Evidence of a number of CPU-Z benchmark runs using a system based upon an Intel Core i7-13700K engineering sample (ES) have turned up on-line. Images and videos recording a PC’s screen appear to show an overclocked
Raptor Lake, or 13th gen Intel Core processor, being pushed to 6GHz on all performance cores (P-cores). Moreover, the benchmark scores are very impressive.
The headlining clock speed of 6GHz was achieved on the purported Intel Core i7-13700K with efficiency cores (E-cores) disabled. This is a popular methodology used by
overclockers to get peak performance in some scenarios, as it seems to provide a little more headroom. A core voltage of 1.421V was set. The screenshot reports the CPU core temperatures between 25°C and 37°C, so this picture was likely snapped sometime after the benchmark run had completed.
Moving onto the scores, the CPU-Z single threaded (1t) test result was a fantastic 983 points. This is far higher than any Alder Lake chip at stock speeds. For example, the direct ancestor of this Raptor Lake CPU, the i7-12700K, scores just 790 in CPU-Z 1t tests. Even the mighty i9-129090KF only scores 819. Last but not least, a leak of a CPU-Z 1t score from an
Intel Core i9-13900K, running eight P-cores at 5.5GHz achieved 892 in the CPU-Z 1t tests.
Moving along to dissect the multithreaded (nT) test results shown in the screenshots, the best result was a score of 12,896 points. For this result, the overclocker had all 16 physical cores enabled. The eight P-cores ran at 5.8GHz, and the eight E-cores ran at 3.7GHz. 1.5V was used to drive the chip in this config, but again we only get to see post-benchmarking core temperatures.
For some perspective on this nT test result, it is better than any official CPU-Z score out there for any factory clocked 16-, 20-, 24-, or 32-core CPUs, according to the official
CPU-Z validator site.
The above results, courtesy of
Esperonslaie, are all the more impressive as the overclocker appears to have used Intel 600-series chipset motherboards, with BIOS files that aren’t yet optimized for Raptor Lake performance. Though information about Intel’s 14th gen Meteor Lake has stolen some excitement from the 13th gen release, indications are building that Raptor Lake will be more than just a filler.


**YOUR TASK**
Copy out each line of the listing that has the word "internal" in it.

**ENTRIES SHOWN**
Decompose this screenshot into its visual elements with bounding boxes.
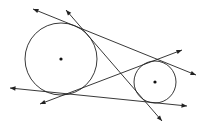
arrow-start-icon	[10, 86, 16, 90]
external-tangent-top-segment	[33, 9, 196, 75]
small-circle-center-dot	[153, 80, 156, 83]
arrow-start-icon	[33, 9, 39, 13]
arrow-end-icon	[176, 50, 182, 54]
arrow-end-icon	[181, 103, 187, 107]
internal-tangent-steep-segment	[66, 10, 162, 121]
large-circle-center-dot	[59, 57, 62, 60]
tangent-circles-diagram	[0, 0, 198, 125]
small-circle	[134, 61, 176, 103]
external-tangent-bottom-segment	[10, 88, 187, 106]
arrow-end-icon	[190, 71, 196, 75]
tangent-lines-layer	[10, 9, 196, 121]
circles-layer	[25, 23, 176, 103]
arrow-start-icon	[40, 100, 46, 104]
external-tangent-top	[33, 9, 196, 75]
external-tangent-bottom	[10, 86, 187, 107]
internal-tangent-steep	[66, 10, 162, 121]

**SOLUTION FOR THIS TASK**
internal-tangent-steep-segment	[66, 10, 162, 121]
internal-tangent-steep	[66, 10, 162, 121]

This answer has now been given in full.